Wrapped in my sombre cloak, acquired before we set sail, I felt a strange exhilaration. This was home. Something we had talked of for years, certain that one day we would be there. And here I was.
I could not help my thoughts going back to that long-ago night when we had been accompanied to the coast by my grandparents; I remembered the smell of the sea and the way in which the boat had tossed, and our mother had held Lucas and me close to her while the waves rocked the boat and the wind caught at our hair. I remember our grandparents standing on the shore, watching and Batching, and the strange, mingled feelings of sadness and exhilaration which I had felt then.
Now there was only exhilaration. Tom, Edwin’s servant, jumped out of the boat and waded ashore. Then Edwin stepped out. He took first me in his arms and carried me to dry land, and then Harriet.
It was dark. He whispered to me: “Don’t be afraid. I know every inch of this shore.
Eversleigh is six miles from here. I used to ride down here to play on the beach.
Come.”
He took my hand in his left and Harriet’s in his right and we walked over the shingle.
“Can you see anyone around, Tom?” he asked of his man.
“No, sir. Maybe if you stayed here with the ladies I’ll scout around.”
“I know where,” Edwin said. “White Cliffs cave. We’ll wait there. Don’t tarry too long, Tom.”
“No, sir. I’ll be back at the cave in twenty minutes or so if I can’t find what we need.”
I listened to Tom’s footsteps crunching on the shingle. Then Edwin said: “You ladies follow me.”

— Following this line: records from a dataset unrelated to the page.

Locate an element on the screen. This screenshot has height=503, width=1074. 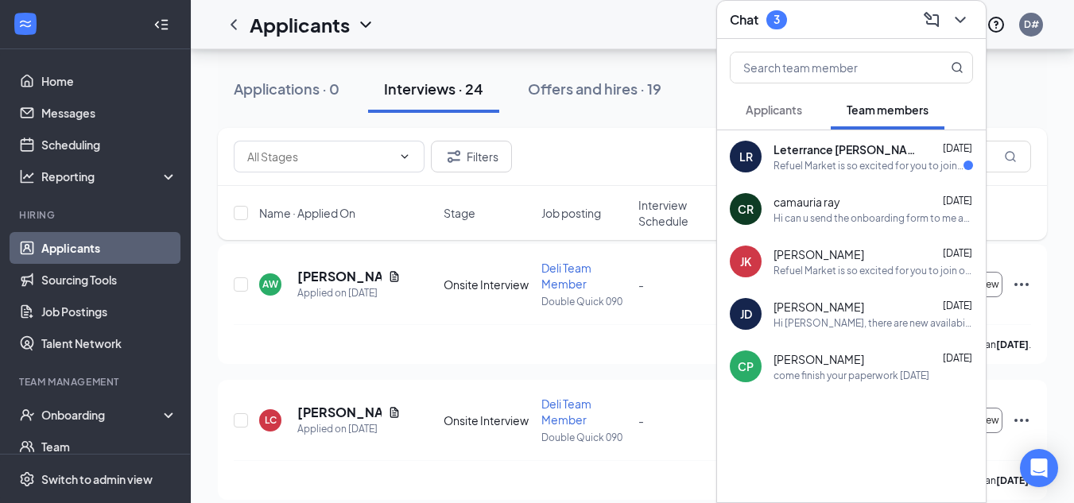
span: Name · Applied On is located at coordinates (307, 213).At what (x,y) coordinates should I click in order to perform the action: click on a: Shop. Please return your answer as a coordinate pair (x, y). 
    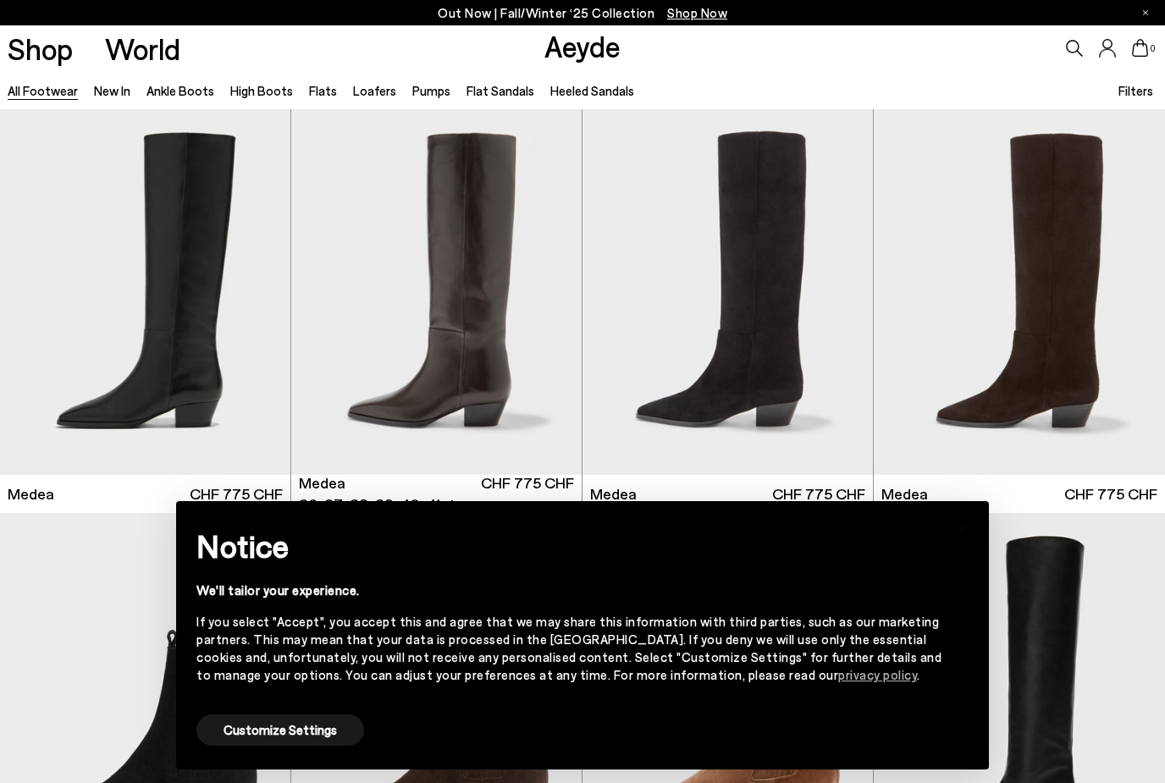
    Looking at the image, I should click on (40, 48).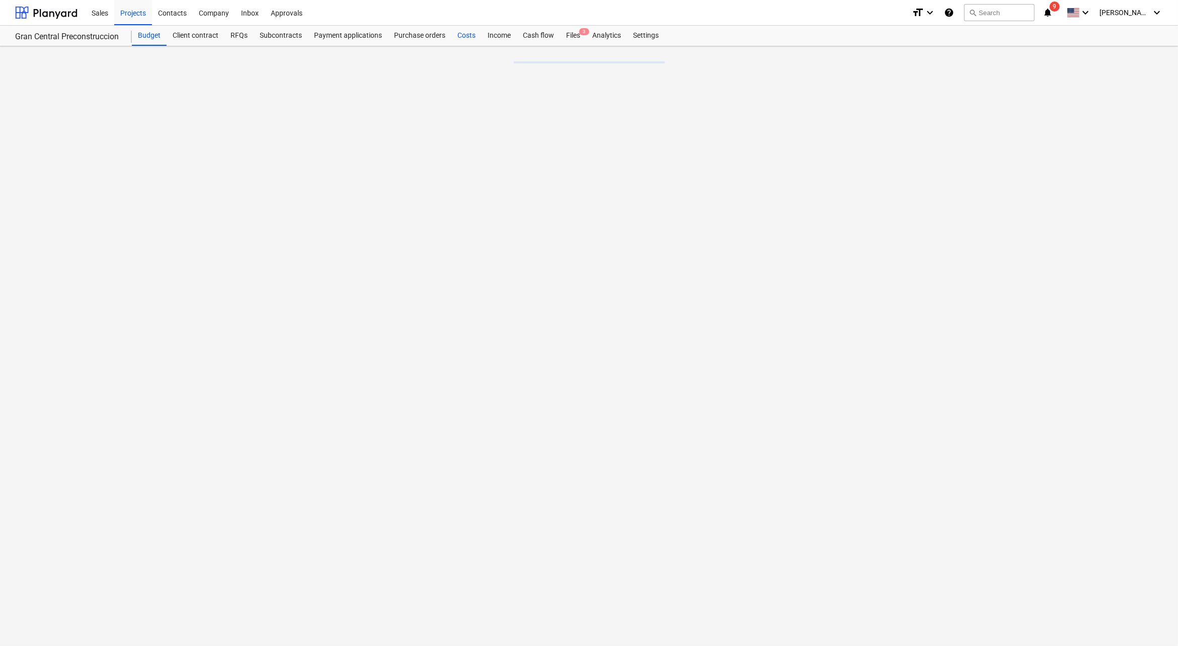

Within a few minutes we were in the cave. “White Cliffs cave,” he went on. “Why they called it that I don’t know. It’s all white cliffs here. I used to hide in here where I was a boy. I’d make a fire and spend hours here. It was my special hideaway.”
“How lucky that we landed near it,” said Harriet.
“It was due to my expert navigation.”
“What is your cousin going to say when he finds us here?” I asked.
“That we shall discover,” replied Edwin blithely.
“I am looking forward to playing the Puritan,” said Harriet. “It’ll be a testing role, because I have a particular dislike of Puritans.”
“As we all have,” replied Edwin.
“Edwin,” I said, “what will be expected of Harriet and me at Eversleigh?”
“As we are not expected nothing will be expected of us,” retorted Harriet, and she and Edwin laughed as though sharing a joke.
But I insisted: “This is an important mission and we have joined it rather recklessly. Your cousin will be surprised to see us I know, and as we are here, we could perhaps do something to help the enterprise.”
“He will quickly make use of you if he feels a need to,” said Ed-“We have to wait to see what he has discovered. I shall make him agree that it is less conspicuous travelling with two ladies than alone with a manservant, and I am sure he will grant me that.”
“Then we have been of some use,” said Harriet. “It is good to be useful.”
We lay against the hard rock and I felt I had never been so excited in my life. My quiet existence had suddenly become a thrilling adventure. How long ago it seemed since I had received a letter from my mother telling me that the Eversleighs would be inviting me. How could I have guessed what a sesame that would be to glorious living?
Edwin talked of his boyhood when he had camped in this cave. “My secret hiding place,” he called it. “When the tide is high the water comes in. One could be trapped here. It’s happened once in about fifty years. Don’t be alarmed. It’s low tide and at this time of the year we’re safe enough. Besides, Tom will soon be back. You can be sure Cousin Carleton has not let us down. We are to have horses waiting to take us to Eversleigh.”
“How many horses?”
“Two only, my darling.”
“But we are four.”
“Never fear, you will ride pillion. One with me, one with Tom.”
“So it has worked out very satisfactorily,” said Harriet.
I heard him chuckle in the darkness of the cave. “Couldn’t be more so.”
There was a crunching on the shingle and Tom was at the mouth of the cave.
‘The horses are waiting, sir,” he said.
We emerged and climbed up the slight incline to a path.
“We’re to be travellers in difficulties’ said Edwin lightly “Come.” He looked from me to Harriet, and hesitated a moment “I’ll carry my wife,” he said. “Tom, you take Mistress Main.”
We mounted and were soon riding through the early morning. The dawn was just breaking in the sky when we reached Eversleigh Court. A high wall surrounded it, and above this, one could glimpse the gables. The gates were open and we rode in. The austerity of the place hit me like a cold wind. Chateau Congreve and Villers Tourron had been shabby-second-rate dwellings of the rich offered by them to their needy friends who had become exiles-but this was different. Very clean, in good order, but on it was the stamp of that kind of Puritanism which sees sin in colour, beauty and charm.